THE GREAT CHALLENGE OF THE NEW CENTURY

In roughly the middle of our century, on August 6, 1945, the first


atomic bomb fell on Hiroshima. On this day of the year the Church
celebrates the Transfiguration of Christ. Hidden behind this event
lays the eternal problem of mankind: division or connection, distortion
or transformation.
At the end of the twentieth century, humanity welcomed our entry
into the year 2000 with celebrations. Hidden behind this event and
all its extravagance lays man's deep yearning to conquer time and
live eternally.
The vision of a person-centered society offered by the Church
constitutes a challenge to man's freedom. In these rather unimaginative
times, this vision may perhaps seem Utopian. But it has always been
the Utopias that have been responsible for creating spiritual
revolutions, since only they are capable of transforming life. Let us
not forget that twelve fishermen were able to disrupt Rome, the
greatest power in the world, because their moral code and their actions
undermined the foundations of Rome's ideology.

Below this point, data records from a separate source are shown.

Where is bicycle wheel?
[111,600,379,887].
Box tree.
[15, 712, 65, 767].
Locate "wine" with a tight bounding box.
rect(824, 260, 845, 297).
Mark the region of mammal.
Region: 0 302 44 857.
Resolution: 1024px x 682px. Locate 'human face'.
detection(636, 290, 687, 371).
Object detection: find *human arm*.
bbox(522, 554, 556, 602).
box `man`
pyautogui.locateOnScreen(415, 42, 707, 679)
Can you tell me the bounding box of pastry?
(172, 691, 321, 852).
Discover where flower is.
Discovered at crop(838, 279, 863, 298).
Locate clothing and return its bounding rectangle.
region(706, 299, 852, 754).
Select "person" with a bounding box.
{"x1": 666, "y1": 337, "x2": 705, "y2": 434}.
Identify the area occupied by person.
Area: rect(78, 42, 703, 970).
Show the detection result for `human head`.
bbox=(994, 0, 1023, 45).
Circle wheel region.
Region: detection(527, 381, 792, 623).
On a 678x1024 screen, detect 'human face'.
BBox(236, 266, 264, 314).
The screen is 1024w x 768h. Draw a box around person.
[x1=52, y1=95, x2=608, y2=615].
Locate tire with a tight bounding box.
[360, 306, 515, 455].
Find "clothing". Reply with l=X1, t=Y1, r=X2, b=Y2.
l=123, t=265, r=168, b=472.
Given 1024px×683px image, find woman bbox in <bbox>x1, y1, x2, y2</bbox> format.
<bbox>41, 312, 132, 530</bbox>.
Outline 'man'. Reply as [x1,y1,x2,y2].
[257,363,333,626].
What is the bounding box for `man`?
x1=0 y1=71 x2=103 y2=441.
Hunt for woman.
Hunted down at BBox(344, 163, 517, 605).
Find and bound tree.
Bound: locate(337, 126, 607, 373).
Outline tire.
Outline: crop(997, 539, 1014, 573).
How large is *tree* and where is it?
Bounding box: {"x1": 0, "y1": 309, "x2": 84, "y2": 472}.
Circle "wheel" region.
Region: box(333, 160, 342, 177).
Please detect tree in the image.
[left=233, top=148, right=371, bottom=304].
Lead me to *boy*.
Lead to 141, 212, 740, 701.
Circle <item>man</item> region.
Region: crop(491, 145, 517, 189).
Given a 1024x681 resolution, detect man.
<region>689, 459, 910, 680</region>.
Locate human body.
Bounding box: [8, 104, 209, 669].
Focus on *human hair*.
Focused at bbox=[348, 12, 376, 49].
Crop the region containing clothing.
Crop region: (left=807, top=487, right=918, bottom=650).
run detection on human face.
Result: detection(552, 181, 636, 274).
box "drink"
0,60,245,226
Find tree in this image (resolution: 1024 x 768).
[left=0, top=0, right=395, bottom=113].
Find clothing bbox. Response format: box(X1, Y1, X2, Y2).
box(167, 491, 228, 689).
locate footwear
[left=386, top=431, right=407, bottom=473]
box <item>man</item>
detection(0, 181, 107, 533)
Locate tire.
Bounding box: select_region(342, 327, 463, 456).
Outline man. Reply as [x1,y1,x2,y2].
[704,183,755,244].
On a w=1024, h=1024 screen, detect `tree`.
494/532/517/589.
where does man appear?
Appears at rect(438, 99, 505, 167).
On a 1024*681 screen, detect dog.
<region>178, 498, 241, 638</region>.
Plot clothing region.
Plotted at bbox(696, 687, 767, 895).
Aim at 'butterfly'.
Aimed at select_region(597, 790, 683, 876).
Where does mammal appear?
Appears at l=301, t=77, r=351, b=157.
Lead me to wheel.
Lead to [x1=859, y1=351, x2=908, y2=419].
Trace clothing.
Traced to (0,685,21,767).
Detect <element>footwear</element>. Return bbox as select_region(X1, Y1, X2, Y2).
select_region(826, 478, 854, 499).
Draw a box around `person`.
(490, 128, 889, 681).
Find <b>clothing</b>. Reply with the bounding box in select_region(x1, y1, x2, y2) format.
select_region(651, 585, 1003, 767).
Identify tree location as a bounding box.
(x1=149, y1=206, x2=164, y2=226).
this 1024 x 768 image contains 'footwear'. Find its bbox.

It is necessary for us, therefore, to make a transition: from being
numbers to true existence; from individualism to person-centeredness;
and from being merely informed to becoming civilized. In the end,
this all means a transition from necessity to freedom. This is the great
challenge of the third millennium.
As long as the Church does not degenerate into moralistic fatalism,
or become the mere remains of a folk tradition from the past, or sink
to the level of ethnic or racial ideology, it will be able to help us make
this transition. Otherwise, it will betray its mission, and in an era of
tremendous division and antagonism, instead of putting forward a
vision of life that is for all human beings, the Church will become
just another conventional institution full of meaningless squabbling
between unrelated enemies and unrelated friends.